2012年7月23日星期一
retro jordans-Big 12 Conference must let Bob Bowlsby lead
IRVING, Texas — In the wake of the Penn State scandal, the Big
Ten Conference produced an 18-page plan that included a stunning proposal. New
Big 12 Conference Commissioner Bob Bowlsby wears a cap at the news conference
introducing him to the media at Big 12 headquarters Friday, May 4, 2012, in
Irving, Texas. (AP Photo/LM Otero) ORG XMIT: TXMO104 Multimedia Photoview all
photos Article Gallery: Big 12 Conference must let Bob Bowlsby lead Give
commissioner Jim Delany the power to fire football coaches. When the idea hit
the public square, the Big Ten quickly backtracked and said that proposal would
not be considered by league fathers. But merely the discussion of such a
concept shows the difference in philosophy from the Big 12 and peer leagues
like the Big Ten, SEC and Pac-12. Those conferences have anointed their
commissioners with power. The Big 12 has been slow to allow its commissioner to
make important conference decisions, much less institutional decisions. And
that's been the case historically, going back to the old Big Eight and
Southwest Conference days. So as the Big 12 starts the Bob Bowlsby era — he
took office July 1 and greets us Monday with a press conference at Big 12
Football Media Days across town at the Westin Galleria — it's fair to ask if
anything has changed. In the wake of two straight years of defections —
Colorado and Nebraska in 2011, Missouri and Texas A&M in 2012 — will Big 12
politics evolve? Will Bowlsby centralize power in a conference that always has
been run by the school presidents? Will Bowlsby take the lead on visionary decisions
like conference expansion and media ventures, or will he merely be executor of
whatever the 10 presidents want? “I don't think Dan Beebe was a puppet by any
means,” OSU president Burns Hargis, the current Big 12 chairman, said of the
Big 12 commissioner deposed last September. “And I can assure you that being a
puppet was not part of the qualifications we were looking for in our job
description.” I'll accept the latter. Can't accept the former. Beebe clearly
was fired because some Big 12 schools saw him as a figurehead controlled by the
University of Texas. Personally, I don't think that was a fair description, but
clearly it was the belief of some, including OU president David Boren. Of
course, there's a big difference between puppet and weak. I do think Beebe was
a weak commissioner, not because he was incapable of quality leadership, but
because this league's tradition and desire has been weak leadership. The
greatest example ever, of course, was former commissioner Kevin Weiberg, who
pushed for a Big 12 Network. League leaders — from Texas and OU and Nebraska
and A&M — patted Weiberg on the head and told him to scoot along. You know
what happened next. Weiberg resigned and helped the Big Ten launch its cash-cow
network. Institutional endeavors, like The Longhorn Network, helped splinter
the Big 12. But perhaps there is reason for optimism. Bowlsby did not take
kindly to the inference that he will be less than a Delany or a Mike Slive
(SEC) or a Larry Scott (Pac-12). “I would suggest you do a little homework on
me,” Bowlsby said. “I haven't been a puppet over the years.” Bowlsby suggested
his background — 16 years as athletic director at Iowa, six years as AD at
Stanford — provides him the unique vantage point of being on board for the Big
Ten's remarkable financial growth and Scott's recent transformation of the
Pac-12 from a loosely confederated league to a united power broker. Plus,
Bowlsby has the added bonus of experiencing it from places as diverse as Iowa
City and Palo Alto. “I bring a campus perspective,” Bowlsby said.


- _Task_
All the data should be repeated exactly. Any image in it is left out.

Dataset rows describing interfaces
━━━━

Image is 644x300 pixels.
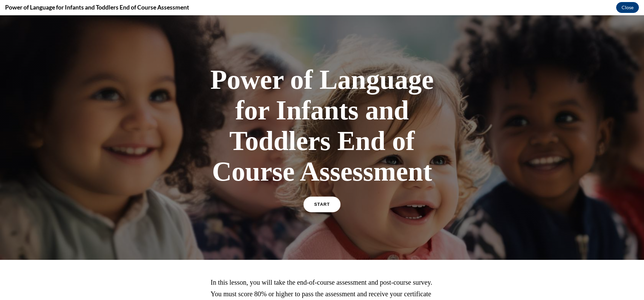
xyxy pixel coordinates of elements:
button: Close [616,2,639,13]
h1: Power of Language for Infants and Toddlers End of Course Assessment [203,49,441,171]
a: START [303,181,340,197]
h4: Power of Language for Infants and Toddlers End of Course Assessment [5,3,189,12]
span: In this lesson, you will take the end-of-course assessment and post-course survey. You must score... [211,263,432,294]
span: START [314,187,330,192]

━━━━

- _Result for this task_
Image is 644x300 pixels.
xyxy pixel coordinates of elements:
button: Close [616,2,639,13]
h1: Power of Language for Infants and Toddlers End of Course Assessment [203,49,441,171]
a: START [303,181,340,197]
h4: Power of Language for Infants and Toddlers End of Course Assessment [5,3,189,12]
span: In this lesson, you will take the end-of-course assessment and post-course survey. You must score... [211,263,432,294]
span: START [314,187,330,192]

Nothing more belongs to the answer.